Google Drive has strong user controls for export, deletion, and EU/UK rights, plus a clear statement that Drive content is not used for personalized ads. However, Google’s data collection is broad, retention can be long, and the terms include a sweeping content license and unilateral service change rights.

Google Drive is offered under Google’s broader Terms and Privacy Policy. The service lets users export and delete their data, and Google says Drive content is not used for personalized ads. At the same time, Google collects extensive account, content, device, and activity data, uses it to improve and personalize services, and retains some data until deletion or longer for legal/security reasons. Google also reserves broad rights to update services, remove content, and suspend accounts for policy violations.

Points of interest

  • negative ●●●●● terms
    Broad content license

    Uploading content gives Google a worldwide, non-exclusive, royalty-free license to host, reproduce, distribute, modify, and use it to operate and improve services. For files in Drive, that is a substantial rights grant, even though Google says it does not claim ownership.

  • negative ●●●●○ terms
    Google can change features

    Google may add, remove, or modify features and functionalities, and may automatically install significant safety or security updates. Users can exit if changes significantly harm them, but the service itself can still change materially.

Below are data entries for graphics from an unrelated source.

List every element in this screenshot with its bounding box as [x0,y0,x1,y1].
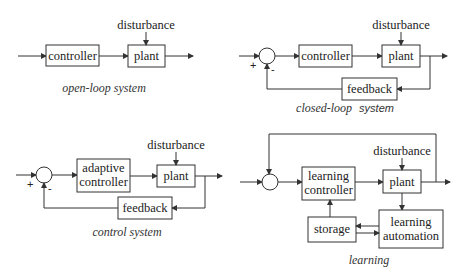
control-systems-diagram: controller plant disturbance open-loop s… [0,0,463,273]
disturbance-label: disturbance [372,18,430,32]
open-loop-caption: open-loop system [62,81,146,95]
learning-caption: learning [349,253,390,267]
disturbance-label: disturbance [117,18,175,32]
learning-controller-label-line2: controller [304,183,353,197]
controller-label: controller [301,49,350,63]
closed-loop-diagram: + - controller plant disturbance feedbac… [239,18,447,115]
adaptive-caption: control system [92,225,162,239]
summing-junction [259,48,275,64]
feedback-label: feedback [347,82,393,96]
plant-label: plant [134,49,160,63]
adaptive-controller-label-line1: adaptive [82,161,125,175]
controller-label: controller [48,49,97,63]
adaptive-controller-label-line2: controller [79,175,128,189]
disturbance-label: disturbance [373,144,431,158]
closed-loop-caption-a: closed-loop [296,101,352,115]
plant-label: plant [390,175,416,189]
feedback-label: feedback [122,201,168,215]
minus-sign: - [48,182,52,194]
closed-loop-caption: closed-loop system [296,98,394,115]
plant-label: plant [389,49,415,63]
learning-automation-label-line1: learning [391,215,433,229]
adaptive-control-diagram: + - adaptive controller plant disturbanc… [16,138,222,239]
plus-sign: + [250,59,256,71]
summing-junction [262,174,278,190]
learning-diagram: learning controller plant disturbance le… [240,134,450,267]
open-loop-diagram: controller plant disturbance open-loop s… [18,18,193,95]
learning-controller-label-line1: learning [308,169,350,183]
disturbance-label: disturbance [147,138,205,152]
closed-loop-caption-b: system [359,102,394,114]
plus-sign: + [27,178,33,190]
storage-label: storage [314,222,351,236]
minus-sign: - [271,63,275,75]
feedback-to-sum-line [267,64,342,89]
summing-junction [36,167,52,183]
plant-label: plant [164,169,190,183]
learning-automation-label-line2: automation [383,229,440,243]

  • negative ●●●●○ privacy
    Broad data collection

    Google collects account details, content you store, device/browser data, activity, location, and data from partners or public sources. That means Drive sits inside a much broader tracking and profiling ecosystem than a standalone storage tool.

  • negative ●●●●○ privacy
    Long retention periods

    Some data is kept until you delete it, and some is retained longer for legitimate business or legal reasons. That means deletion is not always immediate and some information may persist for extended periods.

  • positive ●●●●○ privacy
    Export and delete tools

    You can export a copy of your content and delete specific items, products, or your whole account. That gives you meaningful exit and cleanup options if you stop using Drive.

  • positive ●●●●○ privacy
    Drive content not ad-targeted

    Google says it does not use Drive content for personalized ads. That is an important limitation on ad profiling for files stored in Drive.

  • negative ●●●○○ privacy
    Data combined across services

    Google may combine data across its services and devices, and may link partner-site activity to your account depending on settings. This increases the amount of behavioral data that can be associated with you.

  • negative ●●●○○ terms
    Account suspension rights

    Google can suspend or terminate access or delete accounts for repeated breaches, legal requirements, or conduct it believes causes harm. Users do have an appeal path, but the enforcement power is broad.

  • neutral ●●●○○ privacy
    Managed accounts are overseen

    If your Drive account is managed by a school or employer, administrators may access stored data and limit your privacy controls. This is normal for managed accounts, but it materially reduces user control.

  • positive ●●●○○ privacy
    EU and UK rights listed

    For EU and UK users, Google says you can access, correct, delete, restrict, object, and export your data, and withdraw consent where applicable. This gives users a clearer rights framework than many services.

  • positive ●●○○○ terms
    Local courts for EEA

    If you are in the EEA or Switzerland, disputes are governed by your local law and can be filed in local courts. That is user-friendly compared with forcing all disputes into a distant forum.

Documents

Comparison is based on each service's published Terms of Service and Privacy Policy. Read the source documents linked above before relying on any specific clause.